Sarah shook her head. “No. Even here on Earth, there are cultures that don't name kids until they've lived forty days, and I've even heard it argued that babies aren't people until they turn three or
so—until they begin to form long-term, permanent memories. And even then, there's still room for moral debate. We know the Dracons reproduce sexually, shuffling their genes while doing so; that was clear from their message. And I rather suspect, by the way, that that sort of reproduction will be common throughout the universe: it provides a huge kick to evolution, getting a new genetic hand dealt with every generation instead of having to wait around for a cosmic ray to induce a random mutation in a being that otherwise just reproduces exact copies of itself. Remember, life first appeared on this planet four billion years ago, and it spent the first three and half billion of those years basically the same. But when sex was invented half a billion years ago, in the Cambrian explosion—boom!—suddenly evolution was proceeding by leaps and bounds. And any race that reproduces sexually might very well still argue about the ethics of destroying a unique combination of genetic material even if they've always held that such a thing wasn't alive until the moment of birth."
Don frowned. “That's like saying it's a moral quandary to worry about destroying snowflakes. Just because something is unique doesn't make it valuable—especially when everything in that class of entities is unique."
A chipmunk scampered across the road in front of them. “Besides,” continued Don, “speaking of evolution, doesn't the abortion issue ultimately take care of itself, given enough time? I mean, natural selection obviously would favor those people who actually put into practice being pro-life over those who actually choose to personally have abortions, because every fetus you abort is one less set of your genes around. You wait enough generations, and being pro-choice should be bred out of the population."

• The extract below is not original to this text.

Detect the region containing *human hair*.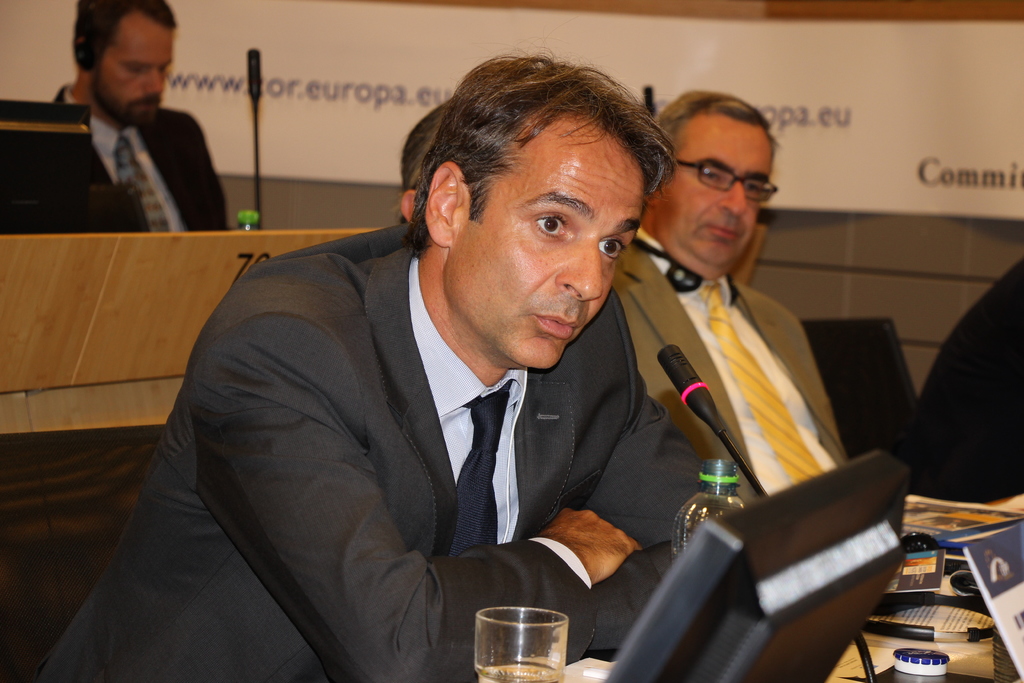
67, 10, 163, 61.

"Good grief!” Sarah said, shaking her head. “What a revolting thought! But, even so, that's only true if the desire for reproductive choice is merely one of passing convenience, and has nothing to do with whether the kid will make it to reproductive age without too many resources being invested. I mean, look at Barb and Barry—they've essentially devoted their whole lives to raising Freddie.” Barb was Sarah's cousin; her son was severely autistic. “I love Freddie, of course, but in effect, he's replaced potential siblings who would have required a fraction of the investment and would have been far more likely to provide Barb and Barry with grandchildren."